Saturday, November 5, 2011

One Hundred Things My Mother Taught Me A Million Times – Chapter 78

#78 – “Never throw anything away. You never know when you might need it.”

Despite the above mom-maxim, she wasn’t a hoarder. I am sure of this because we could walk through our house without standing on garbage and we slept in beds.  Until I watched a few episodes of the TV series Hoarders I thought that a hoarder was someone (mom) who kept 3 rubber bands on their wrist, a small pile of twisty ties in a drawer, 10 empty (clean) milk jugs on the back porch, and a 2-foot pile of Dallas Morning News and New York Times on the bedroom floor.  Apparently mom was an amateur hoarder.

As it turns out, my first real experience with hoarding was when a friend told me about a house they were buying that was so full of stuff that when they went to look at the house they could barely walk through it. She said that there were only small trails throughout the house. I couldn’t quite picture what she was describing and thought that she must surely be exaggerating. Then I, along with millions of other mesmerized Americans, watched Hoarders. It is not just the stunning visual of homes stacked to the ceiling with stuff, and people living in unbelievably unlivable conditions that make it all so intriguing, but also the impact on the people and families involved:  isolation, shame, anger, fear, sorrow, families torn apart by a seemingly uncontrollable need to keep things. Click on Read More Below...

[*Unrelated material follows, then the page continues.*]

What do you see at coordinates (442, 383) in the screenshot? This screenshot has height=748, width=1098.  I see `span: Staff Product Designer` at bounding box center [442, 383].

But, on the other hand, there is the issue of wastefulness. Every time I buy foodstuff and then toss the container in which it was packaged, I feel a tinge of guilt, as I should. Then I pledge to keep and use those containers, until one day I open the kitchen cabinet and too many kept containers come flying out onto the floor and me. So I guiltily toss the most inferior of them and start over.

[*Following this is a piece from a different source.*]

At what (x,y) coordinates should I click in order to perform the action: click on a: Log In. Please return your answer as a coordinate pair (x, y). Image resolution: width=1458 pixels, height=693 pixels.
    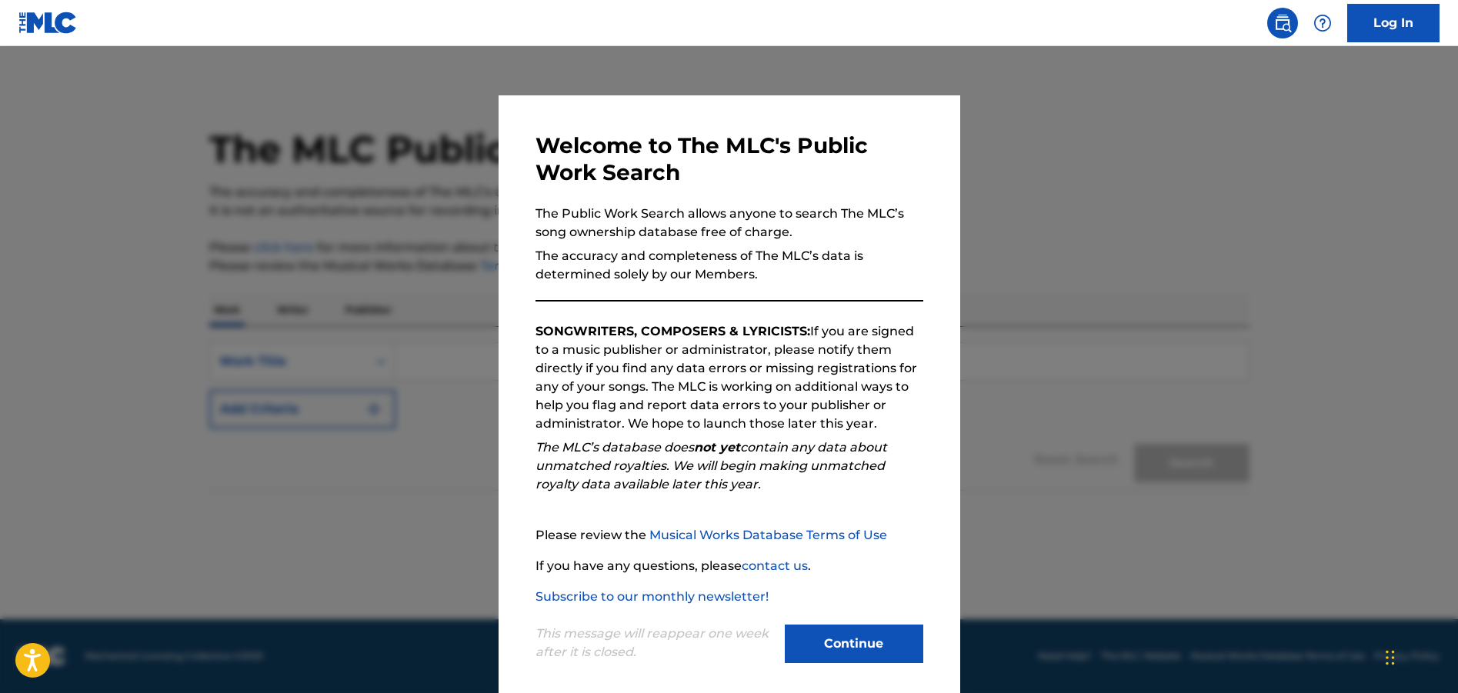
    Looking at the image, I should click on (1394, 23).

Of course it‘s not just food containers, it is hangars, giftwrap, clothes, dry cleaning bags, single socks.  The list is endless. But this is just one of many conundrums I don’t seem to have time or resolve to solve.

Then there’s the absolute of needing something the day after you throw it away. I’ll hang onto some superfluous piece of something, let’s say a thimble, for 20 years and never use it. Then the day after in the fit of cleaning, I finally give up and toss it, my hubby will walk in and say, “Do you have a thimble?” I swear that’s how the gods tinker with us.

So, I’m not sure that the first half of mom’s #78 is true, “never throw anything away,” but I am absolutely certain that the second half, “you never know when you’ll need it,” is.